An issue has been discovered in GitLab EE affecting all versions starting from 17.3 before 17.3.7, all versions starting from 17.4 before 17.4.4, all versions starting from 17.5 before 17.5.2 in which an unauthenticated user may be able to read some information about an MR in a private project, under certain circumstances.
A Denial of Service (DoS) issue has been discovered in GitLab CE/EE affecting all versions prior to 12.6 prior to 17.4.5, 17.5 prior to 17.5.3, and 17.6 prior to 17.6.1. An attacker could cause a denial of service with a crafted cargo.toml file.
An issue has been discovered in GitLab CE/EE affecting all versions from 8.12 before 17.4.5, 17.5 before 17.5.3, and 17.6 before 17.6.1. This issue allows an attacker with access to a victim's Personal Access Token (PAT) to escalate privileges.
An issue was discovered in GitLab CE/EE affecting all versions starting from 15.6 prior to 17.4.5, starting from 17.5 prior to 17.5.3, starting from 17.6 prior to 17.6.1 which could cause Denial of Service via integrating a malicious harbor registry.
An issue has been discovered in GitLab CE/EE affecting all versions from 16.11 before 17.4.5, 17.5 before 17.5.3, and 17.6 before 17.6.1. Long-lived connections could potentially bypass authentication controls, allowing unauthorized access to streaming results.
An issue was discovered in GitLab CE/EE affecting all versions from 16.9.8 before 17.4.5, 17.5 before 17.5.3, and 17.6 before 17.6.1. Certain API endpoints could potentially allow unauthorized access to sensitive data due to overly broad application of token scopes.
A denial of service (DoS) condition was discovered in GitLab CE/EE affecting all versions from 13.2.4 before 17.4.5, 17.5 before 17.5.3, and 17.6 before 17.6.1. By leveraging this vulnerability an attacker could create a DoS condition by sending crafted API calls. This was a regression of an earlier patch.
An issue has been discovered in GitLab CE/EE affecting all versions starting from 16.3 before 17.4.2, all versions starting from 17.5 before 17.5.4, all versions starting from 17.6 before 17.6.2. This issue allows an attacker to create a group with a name matching an existing unique Pages domain, potentially leading to domain confusion attacks.
An issue was discovered in GitLab CE/EE affecting all versions starting from 17.2 prior to 17.3.7, starting from 17.4 prior to 17.4.4 and starting from 17.5 prior to 17.5.2, which could have allowed an attacker gaining full API access as the victim via the Device OAuth flow.
An issue has been discovered in GitLab CE/EE affecting all versions from 16 before 17.3.7, 17.4 before 17.4.4, and 17.5 before 17.5.2. The vulnerability could allow an attacker to inject malicious JavaScript code in Analytics Dashboards through a specially crafted URL.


▶ **WORK REQUEST**: Filter out all lines without the word "What" from the data below, please, and copy the rest.

▶ **RECORDS FOR THE EXERCISE**:
'''

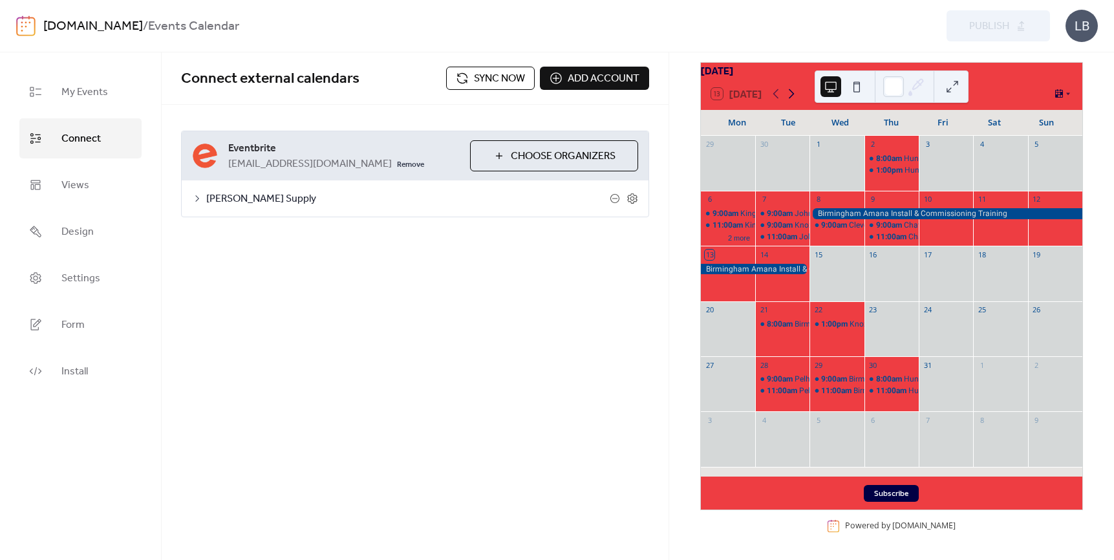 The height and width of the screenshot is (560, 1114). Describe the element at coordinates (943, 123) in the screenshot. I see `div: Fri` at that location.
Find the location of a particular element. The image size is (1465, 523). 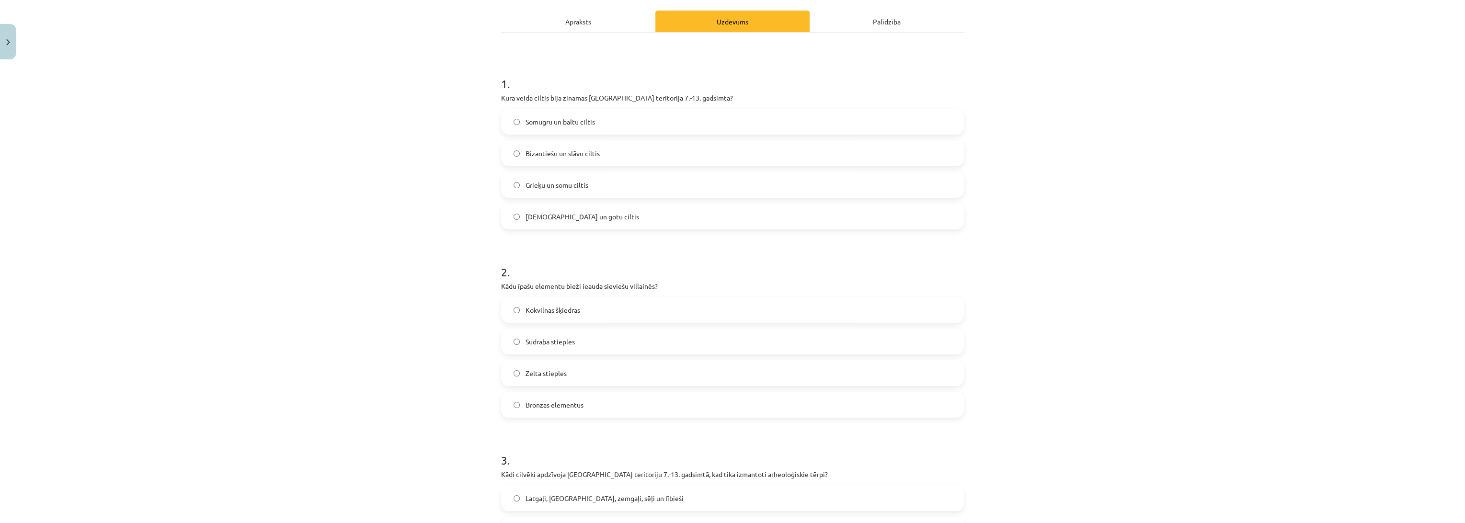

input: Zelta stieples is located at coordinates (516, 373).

'''
'''

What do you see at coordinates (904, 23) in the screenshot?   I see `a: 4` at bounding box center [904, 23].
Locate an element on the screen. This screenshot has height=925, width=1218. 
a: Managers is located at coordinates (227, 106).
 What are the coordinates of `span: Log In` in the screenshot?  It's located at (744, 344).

'''

▶ **SOLUTION**:
What do you see at coordinates (904, 23) in the screenshot?   I see `a: 4` at bounding box center [904, 23].
 What are the coordinates of `span: Log In` in the screenshot?  It's located at (744, 344).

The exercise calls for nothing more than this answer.